Mojo Vision Lands $17.5M to Advance Micro-LED Optical I/O for AI Infrastructure
- Mojo Vision raised $17.5 million from Future Ventures to accelerate its micro-LED platform for AI systems.
- The funding supports the development of optical connectivity designed to improve bandwidth density and reduce power use.
Mojo Vision announced a $17.5 million strategic investment from Future Ventures, adding to its previous $75 million financing round. The company develops a micro-LED platform, and the new funding is intended to speed up its development and commercialization for AI infrastructure.
The company is targeting a growing problem in AI infrastructure, where data centers struggle to move data fast enough without using excessive power. Its micro-LED design enables many optical connections to run at the same time, increasing data throughput while reducing the energy required for each transfer. This approach is built to handle the rising demands of larger AI workloads.
“AI infrastructure is reaching fundamental limits in bandwidth density and power efficiency, and incremental improvements are no longer enough,” said Nikhil Balram, CEO of Mojo Vision, in a press release. “Our micro-LED platform was purpose-built to overcome this tradeoff, enabling thousands of optical lanes in a compact footprint and unlocking major gains in bandwidth while lowering energy per bit. This investment accelerates our path to bringing a new class of optical interconnect solutions to market.”
Mojo Vision is also working with Marvell to develop micro-LED connectivity solutions for AI data center infrastructure. The effort focuses on building high-density links using this approach, aligning with increased industry activity around parallel optical input/output systems.
Mojo Vision’s micro-LED platform includes a display system for AI glasses, featuring a compact RGB panel designed for high brightness and color performance. The system uses quantum dot materials, CMOS backplanes, and micro-lens optics as part of its design.
🌀 Tom’s Take:
Micro-LED is showing up here as both a data center interconnect solution and a display system for AI glasses, pointing to how the same core technology can span infrastructure and interface layers.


REQUIREMENT
Exactly as written, output each of the lines below, with no images.

TASK DATA
--- START ---

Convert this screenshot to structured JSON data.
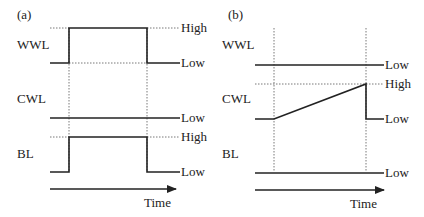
{
  "diagram": {
    "type": "timing-diagram",
    "panels": [
      {
        "id": "a",
        "label": "(a)",
        "signals": [
          {
            "name": "WWL",
            "levels": {
              "high": "High",
              "low": "Low"
            },
            "waveform": "pulse-high"
          },
          {
            "name": "CWL",
            "levels": {
              "low": "Low"
            },
            "waveform": "constant-low"
          },
          {
            "name": "BL",
            "levels": {
              "high": "High",
              "low": "Low"
            },
            "waveform": "pulse-high"
          }
        ],
        "axis_label": "Time"
      },
      {
        "id": "b",
        "label": "(b)",
        "signals": [
          {
            "name": "WWL",
            "levels": {
              "low": "Low"
            },
            "waveform": "constant-low"
          },
          {
            "name": "CWL",
            "levels": {
              "high": "High",
              "low": "Low"
            },
            "waveform": "ramp-up-then-drop"
          },
          {
            "name": "BL",
            "levels": {
              "low": "Low"
            },
            "waveform": "constant-low"
          }
        ],
        "axis_label": "Time"
      }
    ]
  },
  "colors": {
    "line": "#222222",
    "dotted": "#555555",
    "background": "#ffffff"
  }
}
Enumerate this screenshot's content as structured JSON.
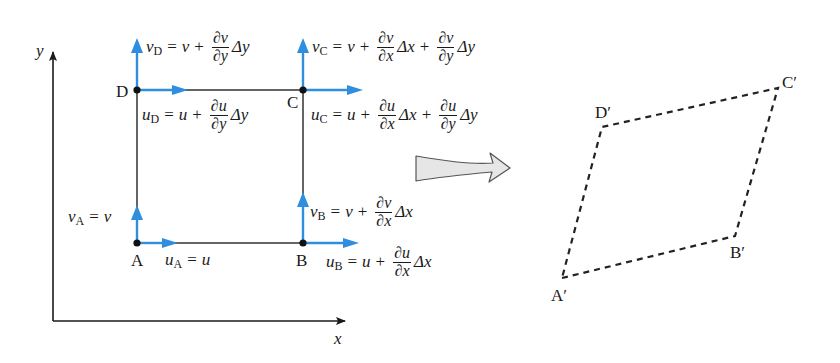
{
  "axes": {
    "x_label": "x",
    "y_label": "y"
  },
  "points": {
    "A": "A",
    "B": "B",
    "C": "C",
    "D": "D"
  },
  "deformed_points": {
    "A": "A′",
    "B": "B′",
    "C": "C′",
    "D": "D′"
  },
  "colors": {
    "velocity_arrow": "#2f8fde",
    "element_edge": "#333333",
    "axis": "#1a1a1a",
    "deformed_edge": "#222222",
    "transform_arrow_fill": "#e6e6e6"
  },
  "equations": {
    "vA": {
      "lhs": "v",
      "sub": "A",
      "rhs": "v"
    },
    "uA": {
      "lhs": "u",
      "sub": "A",
      "rhs": "u"
    },
    "vB": {
      "lhs": "v",
      "sub": "B",
      "base": "v",
      "t1_num": "∂v",
      "t1_den": "∂x",
      "t1_d": "Δx"
    },
    "uB": {
      "lhs": "u",
      "sub": "B",
      "base": "u",
      "t1_num": "∂u",
      "t1_den": "∂x",
      "t1_d": "Δx"
    },
    "vC": {
      "lhs": "v",
      "sub": "C",
      "base": "v",
      "t1_num": "∂v",
      "t1_den": "∂x",
      "t1_d": "Δx",
      "t2_num": "∂v",
      "t2_den": "∂y",
      "t2_d": "Δy"
    },
    "uC": {
      "lhs": "u",
      "sub": "C",
      "base": "u",
      "t1_num": "∂u",
      "t1_den": "∂x",
      "t1_d": "Δx",
      "t2_num": "∂u",
      "t2_den": "∂y",
      "t2_d": "Δy"
    },
    "vD": {
      "lhs": "v",
      "sub": "D",
      "base": "v",
      "t1_num": "∂v",
      "t1_den": "∂y",
      "t1_d": "Δy"
    },
    "uD": {
      "lhs": "u",
      "sub": "D",
      "base": "u",
      "t1_num": "∂u",
      "t1_den": "∂y",
      "t1_d": "Δy"
    }
  },
  "symbols": {
    "eq": "=",
    "plus": "+"
  }
}
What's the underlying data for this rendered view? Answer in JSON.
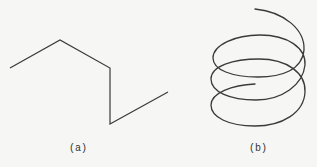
{
  "figures": [
    {
      "id": "a",
      "caption": "(a)",
      "kind": "polyline",
      "points": [
        [
          10,
          68
        ],
        [
          60,
          40
        ],
        [
          110,
          68
        ],
        [
          110,
          124
        ],
        [
          168,
          92
        ]
      ],
      "stroke": "#3a3a3a"
    },
    {
      "id": "b",
      "caption": "(b)",
      "kind": "helix",
      "turns": 3,
      "stroke": "#3a3a3a"
    }
  ],
  "colors": {
    "background": "#f6f6f4",
    "stroke": "#3a3a3a"
  }
}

--- END ---

ANSWER TO THIS TASK
Convert this screenshot to structured JSON data.
{
  "diagram": {
    "type": "timing-diagram",
    "panels": [
      {
        "id": "a",
        "label": "(a)",
        "signals": [
          {
            "name": "WWL",
            "levels": {
              "high": "High",
              "low": "Low"
            },
            "waveform": "pulse-high"
          },
          {
            "name": "CWL",
            "levels": {
              "low": "Low"
            },
            "waveform": "constant-low"
          },
          {
            "name": "BL",
            "levels": {
              "high": "High",
              "low": "Low"
            },
            "waveform": "pulse-high"
          }
        ],
        "axis_label": "Time"
      },
      {
        "id": "b",
        "label": "(b)",
        "signals": [
          {
            "name": "WWL",
            "levels": {
              "low": "Low"
            },
            "waveform": "constant-low"
          },
          {
            "name": "CWL",
            "levels": {
              "high": "High",
              "low": "Low"
            },
            "waveform": "ramp-up-then-drop"
          },
          {
            "name": "BL",
            "levels": {
              "low": "Low"
            },
            "waveform": "constant-low"
          }
        ],
        "axis_label": "Time"
      }
    ]
  },
  "colors": {
    "line": "#222222",
    "dotted": "#555555",
    "background": "#ffffff"
  }
}
Enumerate this screenshot's content as structured JSON.
{
  "axes": {
    "x_label": "x",
    "y_label": "y"
  },
  "points": {
    "A": "A",
    "B": "B",
    "C": "C",
    "D": "D"
  },
  "deformed_points": {
    "A": "A′",
    "B": "B′",
    "C": "C′",
    "D": "D′"
  },
  "colors": {
    "velocity_arrow": "#2f8fde",
    "element_edge": "#333333",
    "axis": "#1a1a1a",
    "deformed_edge": "#222222",
    "transform_arrow_fill": "#e6e6e6"
  },
  "equations": {
    "vA": {
      "lhs": "v",
      "sub": "A",
      "rhs": "v"
    },
    "uA": {
      "lhs": "u",
      "sub": "A",
      "rhs": "u"
    },
    "vB": {
      "lhs": "v",
      "sub": "B",
      "base": "v",
      "t1_num": "∂v",
      "t1_den": "∂x",
      "t1_d": "Δx"
    },
    "uB": {
      "lhs": "u",
      "sub": "B",
      "base": "u",
      "t1_num": "∂u",
      "t1_den": "∂x",
      "t1_d": "Δx"
    },
    "vC": {
      "lhs": "v",
      "sub": "C",
      "base": "v",
      "t1_num": "∂v",
      "t1_den": "∂x",
      "t1_d": "Δx",
      "t2_num": "∂v",
      "t2_den": "∂y",
      "t2_d": "Δy"
    },
    "uC": {
      "lhs": "u",
      "sub": "C",
      "base": "u",
      "t1_num": "∂u",
      "t1_den": "∂x",
      "t1_d": "Δx",
      "t2_num": "∂u",
      "t2_den": "∂y",
      "t2_d": "Δy"
    },
    "vD": {
      "lhs": "v",
      "sub": "D",
      "base": "v",
      "t1_num": "∂v",
      "t1_den": "∂y",
      "t1_d": "Δy"
    },
    "uD": {
      "lhs": "u",
      "sub": "D",
      "base": "u",
      "t1_num": "∂u",
      "t1_den": "∂y",
      "t1_d": "Δy"
    }
  },
  "symbols": {
    "eq": "=",
    "plus": "+"
  }
}
What's the underlying data for this rendered view? Answer in JSON.
{
  "figures": [
    {
      "id": "a",
      "caption": "(a)",
      "kind": "polyline",
      "points": [
        [
          10,
          68
        ],
        [
          60,
          40
        ],
        [
          110,
          68
        ],
        [
          110,
          124
        ],
        [
          168,
          92
        ]
      ],
      "stroke": "#3a3a3a"
    },
    {
      "id": "b",
      "caption": "(b)",
      "kind": "helix",
      "turns": 3,
      "stroke": "#3a3a3a"
    }
  ],
  "colors": {
    "background": "#f6f6f4",
    "stroke": "#3a3a3a"
  }
}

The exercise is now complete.